From Germany, my literary journey next took me to the United Kingdom. D.H. Lawrence’s Sons and Lovers is not technically part of any of my ongoing reading challenges, and yet, it is. After all, it’s listed among the 1,001 Books You Must Read Before You Die, and it’s my annual goal to read at least twenty books from that list. I believe Sons and Lovers is only the seventh title I’ve read from the list this year. Hopefully, I’ll get to read more as the year moves forward. Furthermore, Sons and Lovers is just my second novel by Lawrence, the first being his most renowned work, Lady Chatterley’s Lover.

Originally published in 1913, the novel is set primarily in the fictional English coal-mining village of Bestwood in Nottinghamshire. We are first introduced to Gertrude Coppard, the polished and intelligent daughter of a “good old burgher family.” During a country Christmas dance, she meets Walter Morel, a rough-hewn coal miner. The two are swept into a whirlwind romance. Despite Gertrude’s religious and ascetic temperament, she is drawn to Walter’s vitality. However, her life begins to unravel after their marriage. Moving to a rented house disillusions Gertrude, who initially believed Walter was wealthy. She struggles to manage the household on his meager salary, and other women in the mining community find her haughty and aloof. She soon gives birth to William, whom she adores, but her relationship with her husband starts to deteriorate, especially after discovering that he cut off all of William’s hair when he was still a toddler. Still, Gertrude bears three more children. As the couple grows increasingly distant, she channels all her emotional energy into her children, while Walter finds solace in the local pub. William is clearly Gertrude’s favorite, but after tragedy strikes, she shifts her devotion to her second son, Paul.

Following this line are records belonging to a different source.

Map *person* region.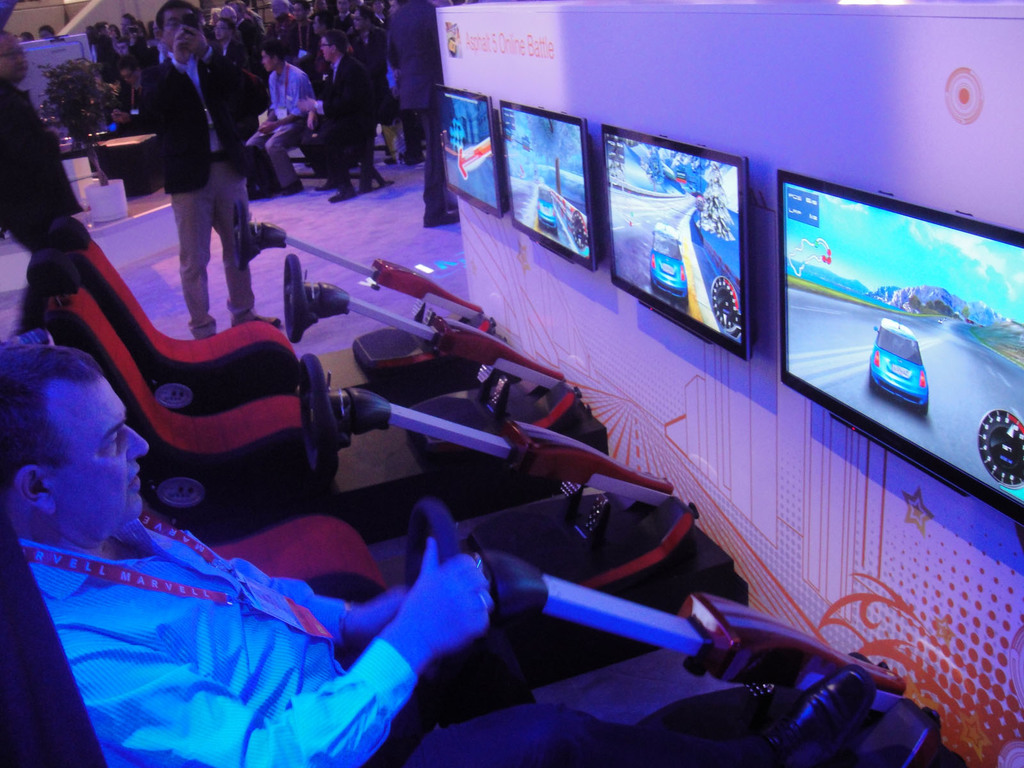
Mapped to (x1=0, y1=342, x2=514, y2=762).
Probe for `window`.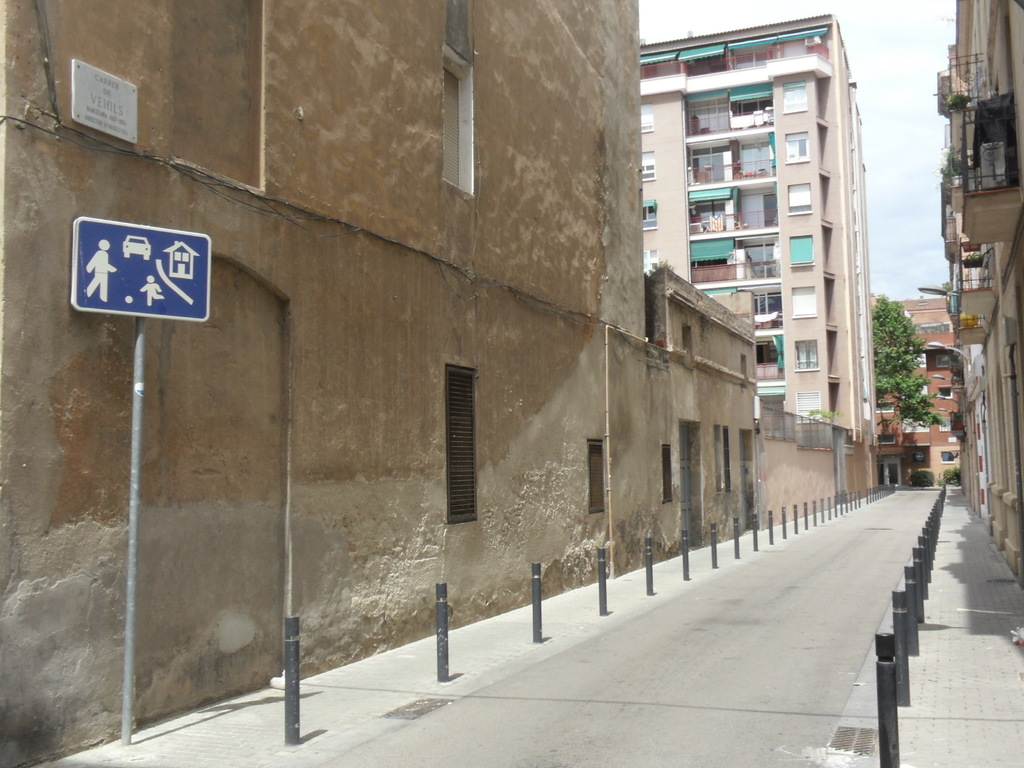
Probe result: {"x1": 435, "y1": 43, "x2": 473, "y2": 203}.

Unlike his older brother, Paul is sensitive and artistically inclined. He is both repulsed by and drawn to his mother’s suffocating love. He fears leaving her but also yearns for independence and the experience of romantic love. This is where the novel draws its title. William, who moved to London, had also been engaged. Paul eventually finds love with Miriam Leivers, a farmer’s daughter who attends his church. Later, he also becomes involved with Clara Dawes, a feminist-leaning woman separated from her husband, Baxter. Sons and Lovers initially reminded me of other literary works, such as Lawrence’s Lady Chatterley’s Lover, and even Douglas Stuart’s Shuggie Bain. Still, it stands as a distinct work that explores the complexities of mother-son relationships, the emotional costs of parental influence, and early feminist themes. Sons and Lovers is a complex but ultimately satisfying read from the English wordsmith.